> For the complete documentation index, see [llms.txt](https://serotolabs.gitbook.io/tradeclash/llms.txt). Markdown versions of documentation pages are available by appending `.md` to page URLs; this page is available as [Markdown](https://serotolabs.gitbook.io/tradeclash/game-design/bidding-strategy.md).

# Bidding Strategy

The auction has simple rules. The strategy is not simple. This page covers the mental models that separate a first-lot player from a hundredth-lot player.

***

## Reading Your Private Position

Your hole card is the single most important piece of information in the auction. Before you bid on Street 1, ask:

* **How much value does this position contribute?** If `(currentPrice - entry) × size` is high relative to the payout range, the lot is probably valuable.
* **What category is it?** A strong position in a familiar category gives you more confidence.
* **What's the size?** Large positions swing the trueValue more. A small position with big price movement matters less than a big position with modest movement.

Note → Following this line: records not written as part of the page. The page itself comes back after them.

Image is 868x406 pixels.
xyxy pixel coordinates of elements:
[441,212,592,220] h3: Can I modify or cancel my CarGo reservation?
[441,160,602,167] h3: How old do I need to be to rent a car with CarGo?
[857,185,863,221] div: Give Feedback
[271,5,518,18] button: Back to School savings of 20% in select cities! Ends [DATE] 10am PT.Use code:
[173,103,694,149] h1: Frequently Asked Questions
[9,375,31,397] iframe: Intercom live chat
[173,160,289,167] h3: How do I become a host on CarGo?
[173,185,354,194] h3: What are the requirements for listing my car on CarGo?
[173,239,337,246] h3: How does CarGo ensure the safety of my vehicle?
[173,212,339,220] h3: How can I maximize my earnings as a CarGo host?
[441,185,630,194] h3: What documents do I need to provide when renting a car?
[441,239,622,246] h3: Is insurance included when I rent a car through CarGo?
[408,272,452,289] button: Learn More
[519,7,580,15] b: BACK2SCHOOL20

Your private position is a sample of one from a pool of seven. It's informative, not conclusive.

***

## Street 1 Bid Sizing

You have the least information and the most uncertainty. Two approaches:

**Conservative**: Bid low or pass ($0). Let others reveal their conviction. Use Street 1 bid data as a free signal for Street 2.

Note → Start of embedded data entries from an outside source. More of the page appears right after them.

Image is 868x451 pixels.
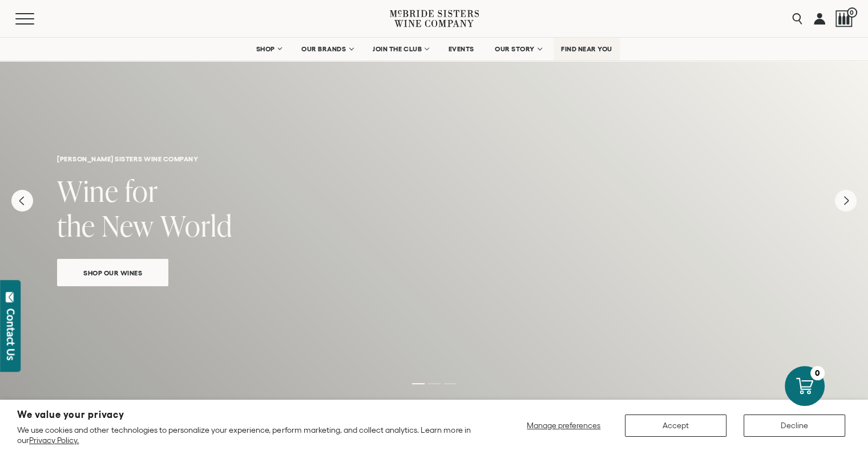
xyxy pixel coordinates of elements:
a: OUR STORY [487,37,548,60]
h6: [PERSON_NAME] sisters wine company [57,155,811,162]
span: EVENTS [448,45,474,53]
span: Shop Our Wines [63,266,162,279]
span: World [160,206,232,245]
span: for [125,171,158,211]
a: EVENTS [441,37,482,60]
span: New [101,206,155,245]
span: SHOP [256,45,275,53]
span: JOIN THE CLUB [373,45,422,53]
span: 0 [847,8,858,18]
li: Page dot 1 [412,383,424,384]
a: FIND NEAR YOU [553,37,620,60]
a: Shop Our Wines [57,259,168,286]
span: Wine [57,171,118,211]
a: SHOP [248,37,288,60]
span: Manage preferences [527,420,600,430]
a: Privacy Policy. [30,436,79,445]
div: 0 [810,366,824,380]
li: Page dot 3 [444,383,457,384]
span: OUR BRANDS [301,45,346,53]
h2: We value your privacy [17,410,478,420]
div: Contact Us [5,309,16,360]
button: Accept [625,415,727,437]
button: Previous [11,190,33,212]
li: Page dot 2 [428,383,441,384]
span: FIND NEAR YOU [561,45,612,53]
button: Mobile Menu Trigger [15,13,56,25]
button: Decline [743,415,845,437]
p: We use cookies and other technologies to personalize your experience, perform marketing, and coll... [17,425,478,445]
span: OUR STORY [495,45,535,53]
button: Manage preferences [520,415,608,437]
a: JOIN THE CLUB [365,37,435,60]
a: OUR BRANDS [294,37,360,60]
span: the [57,206,95,245]
button: Next [835,190,857,212]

**Aggressive**: If your private position is strong and you know the category, bid high. A 50% gap over the next-highest bid wins the lot immediately. The risk: you're bidding on one data point.

Most experienced players lean conservative on Street 1 unless their private card is exceptional. The information you gain from seeing other bids is usually worth more than winning early.

***

## Reading Other Players' Bids

After each street, all bids are revealed. This is the richest signal in the game.

* **High Street 1 bid** → That player saw a strong private position. The lot is probably valuable.
* **All low Street 1 bids** → Either everyone saw weak cards, or everyone is sandbagging. Context matters.
* **A player who bid high on Street 1 then drops on Street 2** → The shared reveal changed their mind. The new shared position might be weak.
* **Rising bids across streets** → The table is converging on higher value estimates. Be careful of herd behavior — the winner's curse loves crowds who agree.

Bid patterns are behavioral data. Treat them like a poker tell, not a price signal.

***

## First-Place Wins

Going for a first-place win is a calculated risk:

**When it works**: You have a strong private position, you know the category well, and you're willing to risk overpaying for the reward of early victory. The 50% gap on Street 1 is steep — you need real conviction.

**When it backfires**: You gap the table by 50%, win the lot, and the reveal shows the trueValue was $180 on your $310 bid. Winner's curse at its worst.

**Street 2 first-place wins** (20% gap) are more defensible. By then you have your private card, one shared card, and everyone's Street 1 bids. The picture is clearer.

Rule of thumb: First-place wins should be rare and deliberate. If you're going for them every lot, you're donating to the leaderboard.

***

## The Winner's Curse

You will overpay. It's not a question of if — it's a question of how often and by how much.

**Managing it**:

1. **Anchor to the payout range, not your private position.** Your card might be the best one in a weak lot.
2. **Discount your estimate.** If you think the lot is worth $300, bid $250. The gap protects your downside.
3. **Pass on weak lots.** $0 is a valid bid. The best players pass more often than they win.
4. **Track your hit rate.** If you're winning 40%+ of lots, you're probably overbidding. Healthy win rates are closer to 20-30%.

The leaderboard rewards cumulative P\&L, not win count. A player who wins 2 lots at $40 profit each outranks a player who wins 5 lots and nets -$10.

***

## Information Cascading

Each street adds information and changes the math:

| Street | You know                                   | Decision quality                   |
| ------ | ------------------------------------------ | ---------------------------------- |
| 1      | Private position + payout range            | Low — one data point, wide range   |
| 2      | + 1 shared position + all Street 1 bids    | Medium — triangulating             |
| 3      | + 1 more shared position + all bid history | High — but burn cards still hidden |

The cascade means Street 3 bids are the most informed. But they're also the most crowded — everyone has the same shared information. Differentiation comes from:

* Your unique private position (only you have it)
* Your read of other players' bid behavior
* Your category expertise
* Your risk tolerance

***

## Phase 2 Preview: Creator vs Bidder

When player-created lots launch, the game gains a second dimension. Creators bundle positions and set payout ranges — their edge is lot construction. Bidders evaluate and price lots — their edge is valuation.

Creator profit = winningBid - trueValue (when bidders overpay) Creator loss = trueValue - winningBid (when bidders get a deal)

Building good lots and bidding well on them are different skills. The best players will do both.